In the first week of September, two things happened in western Uttar Pradesh. The first is that a township that was supposed to be constructed in Aligarh district as part of the Yamuna Expressway project was scrapped. The second was that the UP government announced a revised compensation scheme for the acquisition of land. And now, more than two months later, that bears fruit: the township is back on, and the local farmers who are selling their land will benefit from the new policy. This is a reminder of the fact that the resistance to land acquisition across India is not necessarily a resistance to the idea of losing land; it is to the perception that the process available to, and the compensation offered to, those selling land is haphazard and unfair.

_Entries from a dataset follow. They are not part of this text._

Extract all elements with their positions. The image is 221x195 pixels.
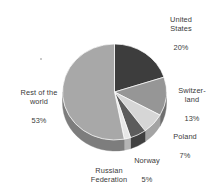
slice-label-name-switzerland: Switzer- land: [166, 86, 218, 104]
pie-chart-figure: United States 20% Switzer- land 13% Pola…: [0, 0, 221, 195]
slice-label-value-rest-of-the-world: 53%: [6, 116, 72, 125]
slice-label-name-rest-of-the-world: Rest of the world: [6, 88, 72, 106]
pie-top-slices: [63, 44, 167, 140]
slice-label-russian-federation: Russian Federation 2%: [78, 157, 140, 195]
stray-speck: [40, 58, 42, 60]
slice-label-rest-of-the-world: Rest of the world 53%: [6, 79, 72, 134]
slice-label-name-united-states: United States: [153, 15, 209, 33]
slice-label-value-russian-federation: 2%: [78, 194, 140, 195]
slice-label-united-states: United States 20%: [153, 6, 209, 61]
slice-label-name-poland: Poland: [160, 132, 210, 141]
slice-label-value-switzerland: 13%: [166, 114, 218, 123]
slice-label-name-russian-federation: Russian Federation: [78, 166, 140, 184]
slice-label-value-united-states: 20%: [153, 43, 209, 52]
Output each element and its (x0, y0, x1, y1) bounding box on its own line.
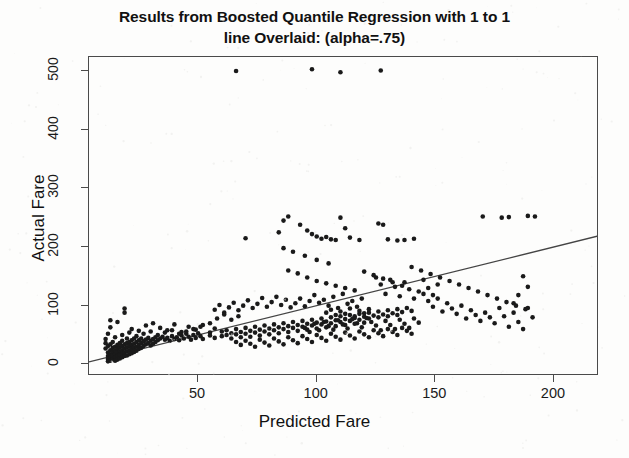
y-tick-label: 0 (45, 342, 61, 382)
scatter-points-layer (89, 57, 597, 374)
y-tick-mark (81, 70, 88, 71)
x-tick-label: 200 (523, 385, 583, 401)
x-tick-label: 150 (404, 385, 464, 401)
x-tick-label: 100 (286, 385, 346, 401)
y-tick-label: 200 (45, 225, 61, 265)
x-tick-mark (553, 375, 554, 382)
chart-title-line-1: Results from Boosted Quantile Regression… (0, 6, 629, 27)
y-tick-mark (81, 363, 88, 364)
x-tick-mark (434, 375, 435, 382)
chart-title: Results from Boosted Quantile Regression… (0, 6, 629, 48)
x-tick-label: 50 (167, 385, 227, 401)
y-tick-label: 500 (45, 49, 61, 89)
y-tick-label: 100 (45, 284, 61, 324)
x-tick-mark (316, 375, 317, 382)
y-tick-mark (81, 246, 88, 247)
y-tick-mark (81, 305, 88, 306)
y-tick-label: 400 (45, 108, 61, 148)
quantile-regression-scatter-figure: Results from Boosted Quantile Regression… (0, 0, 629, 458)
x-axis-title: Predicted Fare (0, 412, 629, 432)
chart-title-line-2: line Overlaid: (alpha=.75) (0, 27, 629, 48)
y-tick-mark (81, 129, 88, 130)
plot-area (89, 57, 597, 374)
plot-frame (88, 56, 598, 375)
y-tick-mark (81, 187, 88, 188)
x-tick-mark (197, 375, 198, 382)
y-tick-label: 300 (45, 166, 61, 206)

The UP government figured this out well ahead of the curve. It used the protests in August from some farmers affected by the Expressway as a political peg to move the compensation debate to a new level. The policy it announced had, for example, a yearly payment component, something Haryana, too, has tried with success. First of all, the base price would be settled through negotiation, not through fiat. Second, the farmer would be offered Rs 20,000 per acre for 33 years after acquisition (increased by Rs 600 per acre every year). The options wouldn’t stop there: they would also be able to access, if they preferred, a one-time payment of Rs 2.4 lakh per acre. Providing farmers with options and keeping the door to negotiations open, isn’t that what political solutions are about? The UP government certainly thought so, even as the other political players in Western UP took one badly-thought out position after another on the acquisition protests. Indeed, a day after Congress General Secretary Rahul Gandhi visited Aligarh to meet farmers, UP Chief Minister Mayawati released a statement saying that “those politicians who are busy undertaking trips to Aligarh with the obvious intent of politicising the issue, should ask the Central government to amend the archaic Land Acquisition Act of 1894, if they were truly interested in the well-being of farmers.”

A new land acquisition act is part of the agenda for this session of Parliament. The Trinamool Congress has previously blocked its discussion, but has nuanced that stance recently. The states, especially UP, are moving forward. The Centre must, too.